Etta shifted in her seat, drawing a look of concern from Nicholas, who’d been studying his water for the entire duration of the conversation, as if he couldn’t quite believe there wasn’t dirt swimming in it.
“I don’t mean to be rude,” Alice said again, this time with more steel in her tone, “but who are you, and why are you here?”
Might as well have it out than keep burning time. “My name is Etta. I’m her daughter.”
Nicholas sprayed the water he’d just taken a sip of, subsequently pounding his chest and choking on what he’d managed to swallow. He spun toward her in disbelief.
“Daughter?” Alice said, her voice changing completely. She was practically chirping. “That’s wonderful! My goodness. You look so much alike it’s startling. I should have known. Etta—is that short for something? What century were you born in? It’s so confusing to meet out of order, you know.”
A flood of confusing, conflicting emotions—anger, excitement, hope, frustration—swept through Etta, and it took her a second to catch her breath and process this.
“Henrietta,” Etta said. “And this is Nicholas Carter.”
“Your servant, ma’am,” Nicholas said with a nod. He put a steadying hand on Etta’s shoulder and kept her firmly in place. Etta was grateful, as she felt she was about to float up out of her skin.
“But, darling, who’s your father?” Alice asked. “Henrietta…is it…is it possibly Henry?”
Etta felt the world bottom out for the second time in less than a minute. “Henry?” she whispered.
“Etta doesn’t know her father,” Nicholas explained. “I’m afraid the situation is rather complicated.”

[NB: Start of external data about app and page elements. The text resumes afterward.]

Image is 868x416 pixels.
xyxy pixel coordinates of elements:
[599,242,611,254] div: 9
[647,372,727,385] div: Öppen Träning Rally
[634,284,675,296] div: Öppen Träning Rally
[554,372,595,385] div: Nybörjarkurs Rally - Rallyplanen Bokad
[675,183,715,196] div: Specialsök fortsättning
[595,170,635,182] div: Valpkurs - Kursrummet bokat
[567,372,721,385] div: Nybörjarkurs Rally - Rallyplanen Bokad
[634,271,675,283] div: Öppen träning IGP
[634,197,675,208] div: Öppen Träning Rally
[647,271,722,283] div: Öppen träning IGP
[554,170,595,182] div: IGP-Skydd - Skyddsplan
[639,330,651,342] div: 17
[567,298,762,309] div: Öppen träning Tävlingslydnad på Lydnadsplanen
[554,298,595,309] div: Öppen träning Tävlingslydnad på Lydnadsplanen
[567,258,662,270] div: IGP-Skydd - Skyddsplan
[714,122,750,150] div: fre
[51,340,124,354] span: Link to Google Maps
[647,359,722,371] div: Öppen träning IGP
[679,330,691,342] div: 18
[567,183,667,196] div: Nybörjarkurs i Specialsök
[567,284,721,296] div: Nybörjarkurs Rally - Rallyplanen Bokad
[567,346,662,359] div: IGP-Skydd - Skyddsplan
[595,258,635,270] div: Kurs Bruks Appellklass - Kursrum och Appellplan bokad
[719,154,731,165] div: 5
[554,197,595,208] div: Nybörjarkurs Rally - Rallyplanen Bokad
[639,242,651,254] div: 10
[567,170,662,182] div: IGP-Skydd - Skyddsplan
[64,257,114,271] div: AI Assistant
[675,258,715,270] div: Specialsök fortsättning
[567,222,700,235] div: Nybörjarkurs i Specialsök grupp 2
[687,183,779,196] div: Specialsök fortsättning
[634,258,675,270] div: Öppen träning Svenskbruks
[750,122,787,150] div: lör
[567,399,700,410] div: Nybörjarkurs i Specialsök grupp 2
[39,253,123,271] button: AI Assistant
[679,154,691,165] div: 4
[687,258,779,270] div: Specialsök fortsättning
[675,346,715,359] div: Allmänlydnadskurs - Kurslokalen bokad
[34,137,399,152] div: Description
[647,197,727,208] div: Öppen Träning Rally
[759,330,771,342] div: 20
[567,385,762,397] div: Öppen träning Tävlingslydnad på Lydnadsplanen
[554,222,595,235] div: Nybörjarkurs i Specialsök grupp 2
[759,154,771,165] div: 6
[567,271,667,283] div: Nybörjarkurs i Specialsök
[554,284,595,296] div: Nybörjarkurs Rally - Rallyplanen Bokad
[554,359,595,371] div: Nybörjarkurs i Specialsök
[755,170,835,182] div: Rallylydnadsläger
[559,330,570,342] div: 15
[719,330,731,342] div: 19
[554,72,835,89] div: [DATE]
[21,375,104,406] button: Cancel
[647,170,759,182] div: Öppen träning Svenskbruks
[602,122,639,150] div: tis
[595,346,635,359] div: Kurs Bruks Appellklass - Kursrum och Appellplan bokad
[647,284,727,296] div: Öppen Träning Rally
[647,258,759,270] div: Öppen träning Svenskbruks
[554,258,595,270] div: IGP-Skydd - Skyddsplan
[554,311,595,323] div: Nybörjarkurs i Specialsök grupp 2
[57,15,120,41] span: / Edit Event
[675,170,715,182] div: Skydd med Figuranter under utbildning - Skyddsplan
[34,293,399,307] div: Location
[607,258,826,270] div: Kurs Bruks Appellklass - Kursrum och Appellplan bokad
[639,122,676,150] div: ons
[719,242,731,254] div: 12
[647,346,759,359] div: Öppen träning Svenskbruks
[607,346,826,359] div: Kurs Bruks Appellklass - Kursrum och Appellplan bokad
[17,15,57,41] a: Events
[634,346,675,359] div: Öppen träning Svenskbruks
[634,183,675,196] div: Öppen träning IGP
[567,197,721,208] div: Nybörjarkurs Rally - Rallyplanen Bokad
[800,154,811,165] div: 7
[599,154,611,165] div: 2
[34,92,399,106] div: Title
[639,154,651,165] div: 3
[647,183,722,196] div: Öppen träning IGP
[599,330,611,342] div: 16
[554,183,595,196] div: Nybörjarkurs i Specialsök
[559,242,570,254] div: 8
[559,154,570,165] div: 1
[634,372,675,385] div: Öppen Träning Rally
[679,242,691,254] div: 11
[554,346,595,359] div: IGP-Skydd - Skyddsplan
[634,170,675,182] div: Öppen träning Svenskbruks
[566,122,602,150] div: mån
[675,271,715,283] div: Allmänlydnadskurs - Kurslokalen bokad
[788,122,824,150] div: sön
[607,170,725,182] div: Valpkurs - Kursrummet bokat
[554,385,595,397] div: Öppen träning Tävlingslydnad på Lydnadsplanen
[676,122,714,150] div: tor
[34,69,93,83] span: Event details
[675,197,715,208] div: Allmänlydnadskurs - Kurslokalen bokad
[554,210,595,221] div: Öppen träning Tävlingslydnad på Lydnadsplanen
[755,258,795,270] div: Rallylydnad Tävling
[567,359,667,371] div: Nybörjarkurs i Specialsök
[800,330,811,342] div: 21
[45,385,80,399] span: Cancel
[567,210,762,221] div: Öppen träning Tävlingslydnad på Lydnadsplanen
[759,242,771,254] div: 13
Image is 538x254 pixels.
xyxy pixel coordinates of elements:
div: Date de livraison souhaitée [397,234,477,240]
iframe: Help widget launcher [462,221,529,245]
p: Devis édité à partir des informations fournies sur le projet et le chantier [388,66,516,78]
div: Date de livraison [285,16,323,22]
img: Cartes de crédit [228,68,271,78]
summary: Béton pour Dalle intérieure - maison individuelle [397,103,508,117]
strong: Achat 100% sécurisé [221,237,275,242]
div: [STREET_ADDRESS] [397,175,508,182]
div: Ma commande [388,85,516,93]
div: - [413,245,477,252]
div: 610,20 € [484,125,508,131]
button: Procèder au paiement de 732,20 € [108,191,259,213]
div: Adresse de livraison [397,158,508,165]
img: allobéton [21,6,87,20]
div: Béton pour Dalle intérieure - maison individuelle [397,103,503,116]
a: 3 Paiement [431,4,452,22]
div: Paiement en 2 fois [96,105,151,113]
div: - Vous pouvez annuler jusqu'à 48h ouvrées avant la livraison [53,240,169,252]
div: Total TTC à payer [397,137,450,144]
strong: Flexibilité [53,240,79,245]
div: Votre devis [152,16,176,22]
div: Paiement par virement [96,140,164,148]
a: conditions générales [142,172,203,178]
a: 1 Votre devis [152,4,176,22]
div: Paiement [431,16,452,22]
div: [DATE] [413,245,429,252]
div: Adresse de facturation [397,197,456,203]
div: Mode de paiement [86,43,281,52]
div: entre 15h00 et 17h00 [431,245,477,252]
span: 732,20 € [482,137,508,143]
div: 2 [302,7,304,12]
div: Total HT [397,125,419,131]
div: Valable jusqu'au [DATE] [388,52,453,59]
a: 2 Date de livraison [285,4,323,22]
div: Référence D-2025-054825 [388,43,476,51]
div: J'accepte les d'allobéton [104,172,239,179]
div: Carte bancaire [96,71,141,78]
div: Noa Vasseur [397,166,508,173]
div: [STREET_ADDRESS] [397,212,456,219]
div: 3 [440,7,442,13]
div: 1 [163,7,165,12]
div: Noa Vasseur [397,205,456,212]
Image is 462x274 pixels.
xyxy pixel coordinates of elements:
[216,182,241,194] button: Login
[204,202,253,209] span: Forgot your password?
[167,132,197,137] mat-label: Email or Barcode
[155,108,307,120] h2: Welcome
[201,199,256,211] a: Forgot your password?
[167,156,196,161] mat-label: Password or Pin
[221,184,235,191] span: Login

He did the best that he could to explain what had brought them both to her doorstep—a far better job than Etta would have managed with the thousands of thoughts rattling around her head. She watched Alice’s expression transform again, from horror to amazement to something that looked like genuine fear.
“Then you’re like us?” Etta asked. “I’m not even sure where to start with my questions.”

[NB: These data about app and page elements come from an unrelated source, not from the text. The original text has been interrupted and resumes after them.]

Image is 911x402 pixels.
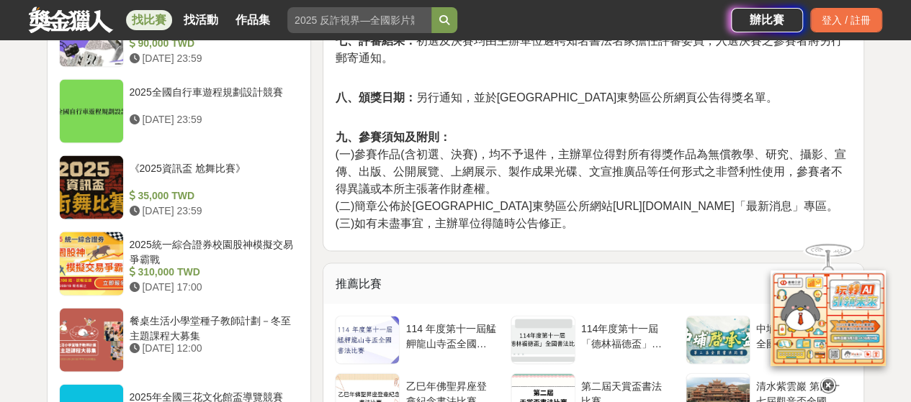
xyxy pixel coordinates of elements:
[335,91,777,104] span: 另行通知，並於[GEOGRAPHIC_DATA]東勢區公所網頁公告得獎名單。
[335,200,837,212] span: (二)簡章公佈於[GEOGRAPHIC_DATA]東勢區公所網站[URL][DOMAIN_NAME]「最新消息」專區。
[287,7,431,33] input: 2025 反詐視界—全國影片競賽
[130,36,294,51] div: 90,000 TWD
[510,316,677,365] a: 114年度第十一屆「德林福德盃」全國書法比賽
[178,10,224,30] a: 找活動
[770,260,885,356] img: d2146d9a-e6f6-4337-9592-8cefde37ba6b.png
[130,280,294,295] div: [DATE] 17:00
[731,8,803,32] a: 辦比賽
[323,264,863,304] div: 推薦比賽
[126,10,172,30] a: 找比賽
[810,8,882,32] div: 登入 / 註冊
[335,148,845,195] span: (一)參賽作品(含初選、決賽)，均不予退件，主辦單位得對所有得獎作品為無償教學、研究、攝影、宣傳、出版、公開展覽、上網展示、製作成果光碟、文宣推廣品等任何形式之非營利性使用，參賽者不得異議或本所...
[130,161,294,189] div: 《2025資訊盃 尬舞比賽》
[230,10,276,30] a: 作品集
[130,112,294,127] div: [DATE] 23:59
[130,265,294,280] div: 310,000 TWD
[59,232,299,297] a: 2025統一綜合證券校園股神模擬交易爭霸戰 310,000 TWD [DATE] 17:00
[335,316,501,365] a: 114 年度第十一屆艋舺龍山寺盃全國書法比賽
[335,35,415,47] strong: 七、評審結果：
[130,85,294,112] div: 2025全國自行車遊程規劃設計競賽
[130,238,294,265] div: 2025統一綜合證券校園股神模擬交易爭霸戰
[130,314,294,341] div: 餐桌生活小學堂種子教師計劃－冬至主題課程大募集
[335,217,573,230] span: (三)如有未盡事宜，主辦單位得隨時公告修正。
[581,322,671,349] div: 114年度第十一屆「德林福德盃」全國書法比賽
[335,131,450,143] strong: 九、參賽須知及附則：
[130,189,294,204] div: 35,000 TWD
[130,341,294,356] div: [DATE] 12:00
[335,35,841,64] span: 初選及決賽均由主辦單位遴聘知名書法名家擔任評審委員，入選決賽之參賽者將另行郵寄通知。
[685,316,852,365] a: 中埔啟承盃第二屆全國書法比賽
[130,204,294,219] div: [DATE] 23:59
[405,322,495,349] div: 114 年度第十一屆艋舺龍山寺盃全國書法比賽
[130,51,294,66] div: [DATE] 23:59
[59,155,299,220] a: 《2025資訊盃 尬舞比賽》 35,000 TWD [DATE] 23:59
[59,308,299,373] a: 餐桌生活小學堂種子教師計劃－冬至主題課程大募集 [DATE] 12:00
[335,91,415,104] strong: 八、頒獎日期：
[59,79,299,144] a: 2025全國自行車遊程規劃設計競賽 [DATE] 23:59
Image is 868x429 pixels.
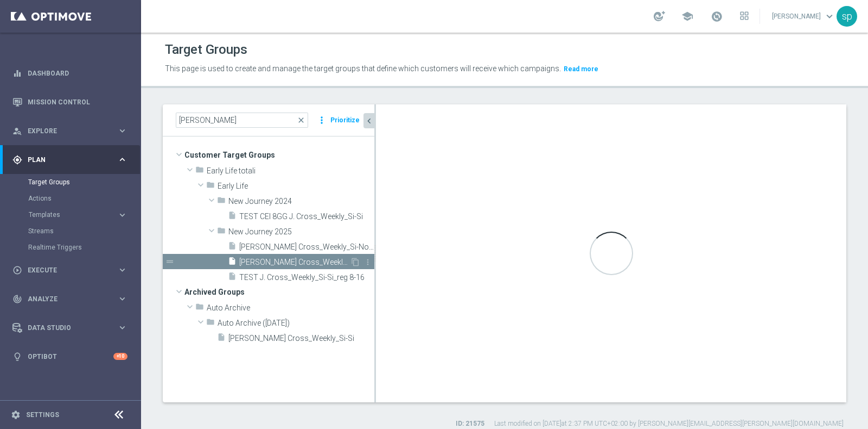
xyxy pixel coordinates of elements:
[28,243,113,251] a: Realtime Triggers
[195,302,204,314] i: folder
[27,59,127,87] a: Dashboard
[456,419,484,428] label: ID: 21575
[27,157,117,163] span: Plan
[229,227,374,236] span: New Journey 2025
[28,212,117,218] div: Templates
[317,113,327,127] i: more_vert
[771,8,837,25] a: [PERSON_NAME]keyboard_arrow_down
[28,210,128,219] button: Templates keyboard_arrow_right
[13,126,117,136] div: Explore
[13,342,127,370] div: Optibot
[239,273,374,282] span: TEST J. Cross_Weekly_Si-Si_reg 8-16
[185,148,374,162] span: Customer Target Groups
[28,194,113,203] a: Actions
[13,323,117,333] div: Data Studio
[228,211,236,224] i: insert_drive_file
[114,353,127,359] div: +10
[117,154,127,165] i: keyboard_arrow_right
[206,181,215,192] i: folder
[27,295,117,302] span: Analyze
[12,294,128,303] button: track_changes Analyze keyboard_arrow_right
[12,324,128,332] button: Data Studio keyboard_arrow_right
[27,267,117,273] span: Execute
[824,10,836,22] span: keyboard_arrow_down
[297,116,306,125] span: close
[494,419,844,428] label: Last modified on [DATE] at 2:37 PM UTC+02:00 by [PERSON_NAME][EMAIL_ADDRESS][PERSON_NAME][DOMAIN_...
[229,197,374,206] span: New Journey 2024
[11,410,21,420] i: settings
[28,212,106,218] span: Templates
[837,6,858,27] div: sp
[176,113,309,127] input: Quick find group or folder
[185,284,374,300] span: Archived Groups
[13,69,22,78] i: equalizer
[13,87,127,116] div: Mission Control
[363,258,373,266] i: more_vert
[239,242,374,251] span: J. Cross_Weekly_Si-No_reg 8-16
[229,334,374,343] span: J. Cross_Weekly_Si-Si
[363,113,374,128] button: chevron_left
[13,294,117,303] div: Analyze
[165,42,247,58] h1: Target Groups
[329,113,362,127] button: Prioritize
[28,206,140,223] div: Templates
[165,64,561,72] span: This page is used to create and manage the target groups that define which customers will receive...
[117,265,127,275] i: keyboard_arrow_right
[12,352,128,361] button: lightbulb Optibot +10
[352,258,360,266] i: Duplicate Target group
[117,323,127,333] i: keyboard_arrow_right
[239,212,374,221] span: TEST CEI 8GG J. Cross_Weekly_Si-Si
[206,317,215,330] i: folder
[207,166,374,175] span: Early Life totali
[13,265,22,275] i: play_circle_outline
[12,69,128,78] button: equalizer Dashboard
[28,190,140,206] div: Actions
[563,63,600,75] button: Read more
[13,294,22,303] i: track_changes
[217,333,226,345] i: insert_drive_file
[12,266,128,274] button: play_circle_outline Execute keyboard_arrow_right
[13,265,117,275] div: Execute
[217,195,226,208] i: folder
[218,182,374,191] span: Early Life
[12,126,128,136] button: person_search Explore keyboard_arrow_right
[195,165,204,178] i: folder
[207,303,374,313] span: Auto Archive
[117,210,127,220] i: keyboard_arrow_right
[13,59,127,87] div: Dashboard
[27,87,127,116] a: Mission Control
[27,342,114,370] a: Optibot
[28,239,140,256] div: Realtime Triggers
[28,223,140,239] div: Streams
[28,178,113,186] a: Target Groups
[13,155,22,165] i: gps_fixed
[364,116,374,126] i: chevron_left
[27,127,117,134] span: Explore
[117,293,127,303] i: keyboard_arrow_right
[13,155,117,165] div: Plan
[12,156,128,164] button: gps_fixed Plan keyboard_arrow_right
[27,324,117,331] span: Data Studio
[13,126,22,136] i: person_search
[26,412,60,418] a: Settings
[681,10,694,22] span: school
[218,318,374,327] span: Auto Archive (2025-09-29)
[12,98,128,106] button: Mission Control
[117,126,127,136] i: keyboard_arrow_right
[217,226,226,238] i: folder
[28,174,140,190] div: Target Groups
[228,271,236,284] i: insert_drive_file
[239,258,350,267] span: J. Cross_Weekly_Si-Si_reg 8-16
[228,241,236,254] i: insert_drive_file
[28,226,113,236] a: Streams
[13,352,22,361] i: lightbulb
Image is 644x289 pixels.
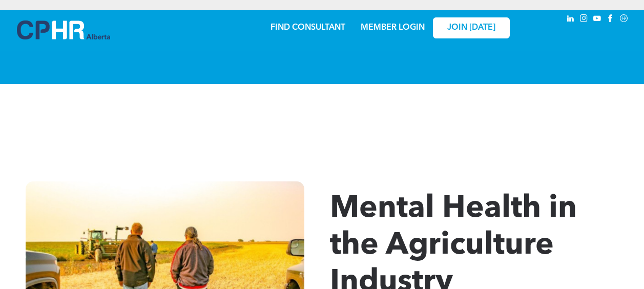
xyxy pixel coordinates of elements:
[578,13,590,27] a: instagram
[605,13,616,27] a: facebook
[17,20,110,39] img: A blue and white logo for cp alberta
[592,13,603,27] a: youtube
[618,13,630,27] a: Social network
[270,24,346,32] a: FIND CONSULTANT
[433,18,509,39] a: JOIN [DATE]
[565,13,576,27] a: linkedin
[361,24,425,32] a: MEMBER LOGIN
[447,23,495,33] span: JOIN [DATE]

“I wish!” Alice let out a faint laugh, looking as overcome as Etta felt. “Professor Linden—your great-grandfather—was cousin to my father, a great friend and mentor. Neither he nor I inherited the ability from the Linden side of our family.”
“A guardian, then?” Nicholas confirmed.
Etta sat back, stunned. In her heart, Alice had always been the grandmother she’d never had. Love had been enough to sustain that feeling, even knowing there wasn’t a drop of shared blood between them. But apparently they were from the same family; distantly, maybe, but both Lindens all the same.

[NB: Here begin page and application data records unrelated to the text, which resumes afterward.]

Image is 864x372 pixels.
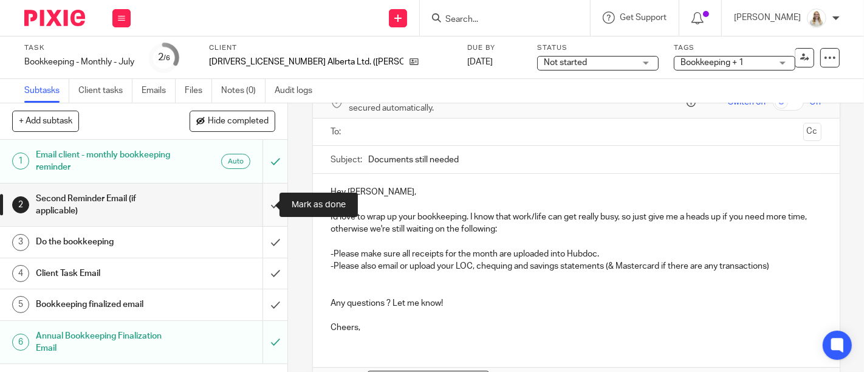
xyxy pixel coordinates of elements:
[158,50,170,64] div: 2
[537,43,659,53] label: Status
[681,58,744,67] span: Bookkeeping + 1
[331,154,363,166] label: Subject:
[190,111,275,131] button: Hide completed
[221,79,266,103] a: Notes (0)
[209,56,403,68] p: [DRIVERS_LICENSE_NUMBER] Alberta Ltd. ([PERSON_NAME])
[444,15,554,26] input: Search
[12,334,29,351] div: 6
[36,327,179,358] h1: Annual Bookkeeping Finalization Email
[36,146,179,177] h1: Email client - monthly bookkeeping reminder
[12,234,29,251] div: 3
[221,154,250,169] div: Auto
[185,79,212,103] a: Files
[12,265,29,282] div: 4
[78,79,132,103] a: Client tasks
[807,9,826,28] img: Headshot%2011-2024%20white%20background%20square%202.JPG
[142,79,176,103] a: Emails
[24,10,85,26] img: Pixie
[24,43,134,53] label: Task
[12,196,29,213] div: 2
[331,309,822,334] p: Cheers,
[275,79,321,103] a: Audit logs
[163,55,170,61] small: /6
[12,111,79,131] button: + Add subtask
[544,58,587,67] span: Not started
[467,43,522,53] label: Due by
[331,126,345,138] label: To:
[36,264,179,283] h1: Client Task Email
[36,233,179,251] h1: Do the bookkeeping
[620,13,667,22] span: Get Support
[12,153,29,170] div: 1
[24,79,69,103] a: Subtasks
[36,295,179,314] h1: Bookkeeping finalized email
[331,260,822,272] p: -Please also email or upload your LOC, chequing and savings statements (& Mastercard if there are...
[803,123,822,141] button: Cc
[208,117,269,126] span: Hide completed
[24,56,134,68] div: Bookkeeping - Monthly - July
[734,12,801,24] p: [PERSON_NAME]
[12,296,29,313] div: 5
[331,211,822,236] p: I'd love to wrap up your bookkeeping. I know that work/life can get really busy, so just give me ...
[331,297,822,309] p: Any questions ? Let me know!
[36,190,179,221] h1: Second Reminder Email (if applicable)
[331,248,822,260] p: -Please make sure all receipts for the month are uploaded into Hubdoc.
[209,43,452,53] label: Client
[674,43,795,53] label: Tags
[331,186,822,198] p: Hey [PERSON_NAME],
[467,58,493,66] span: [DATE]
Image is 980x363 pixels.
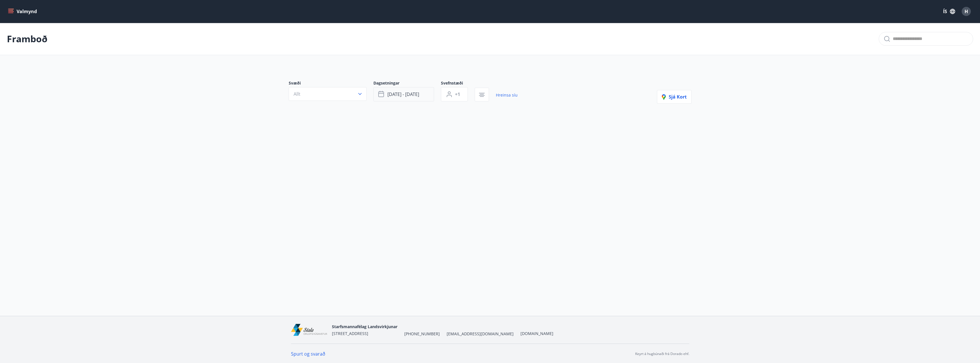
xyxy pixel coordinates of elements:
[964,8,968,14] span: H
[661,94,686,100] span: Sjá kort
[291,324,327,336] img: mEl60ZlWq2dfEsT9wIdje1duLb4bJloCzzh6OZwP.png
[657,90,691,104] button: Sjá kort
[635,351,689,357] p: Keyrt á hugbúnaði frá Dorado ehf.
[447,331,513,337] span: [EMAIL_ADDRESS][DOMAIN_NAME]
[294,91,300,97] span: Allt
[496,89,517,102] a: Hreinsa síu
[373,87,434,102] button: [DATE] - [DATE]
[331,331,368,336] span: [STREET_ADDRESS]
[455,91,460,98] span: +1
[441,80,475,87] span: Svefnstæði
[940,6,958,17] button: ÍS
[441,87,468,102] button: +1
[7,6,39,17] button: menu
[373,80,441,87] span: Dagsetningar
[388,91,419,98] span: [DATE] - [DATE]
[331,324,397,329] span: Starfsmannafélag Landsvirkjunar
[959,5,973,18] button: H
[520,331,553,336] a: [DOMAIN_NAME]
[7,33,47,45] p: Framboð
[404,331,440,337] span: [PHONE_NUMBER]
[288,87,367,101] button: Allt
[291,351,325,357] a: Spurt og svarað
[288,80,373,87] span: Svæði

Alice had aged like anyone else. And when Etta’s mother had escaped Ironwood, Alice had gone to find her. Etta felt the tears prick her eyes again, swamped with the now-familiar guilt, the frustration of knowing the truth too late.
Alice protected us. She was a guardian in every sense of the word.
“They had quite the little game going,” Alice continued. “The professor would ‘happen upon’ some relic and use my father to bring it into the museum. It was very hush-hush, of course.” She lifted a chain from under her plain uniform dress, showing them the coin hanging from it. “Rose brought this back from a holiday in Greece. Greece before Christ.”
“How did she end up with the Ironwoods?” Nicholas asked.
“The professor worked very hard to keep her away from the other families, especially them,” Alice explained. “I’m sure you know, but they were at war with one another over who should be making the laws for the families—and then it was all about revenge for the natural times that were rewritten and the loved ones murdered. The professor always said that the traveler lines were on the verge of destroying themselves. As the last two living Lindens, they simply hid, rather than take sides. Once Ironwood’s control over traveling was secured, and the professor passed away…Rose spent some time with a group that banded together to travel. They called themselves refugees?”
Nicholas set his empty glass down on the side table with a bit too much force. “Refugees, you said?”
Alice nodded.
“I’ve heard of a group like that,” Nicholas explained, giving Etta a sidelong glance. “Refugees, to us, are people who, after the timeline is changed, find themselves without a home to return to. I might have been prevented from leaving my time—exiled to it—but they lost their natural times. The years they were born to, the ones they had grown and thrived in, were lost.”
“Sophia mentioned that,” Etta said. “That when the timeline changes and a traveler’s natural time is affected by a big enough shift, they don’t cease to exist, but everything and everyone they’d known might be lost.”
“Precisely. It happened constantly during the war between the families. The timeline became so unstable, so unpredictable, that many began to fear what might happen if it continued. Some of the remnants from the Jacaranda and Hemlock families eventually came to Ironwood and pledged their service and allegiance. But there was a group that dogged him for years, trying to sabotage his business holdings and retaliate on behalf of their dead loved ones…Thorns. That’s what Ironwood calls them. They’re constantly trying to create snags in the timeline that will restore their futures. That’s a dangerous group for your mother to have aligned with.”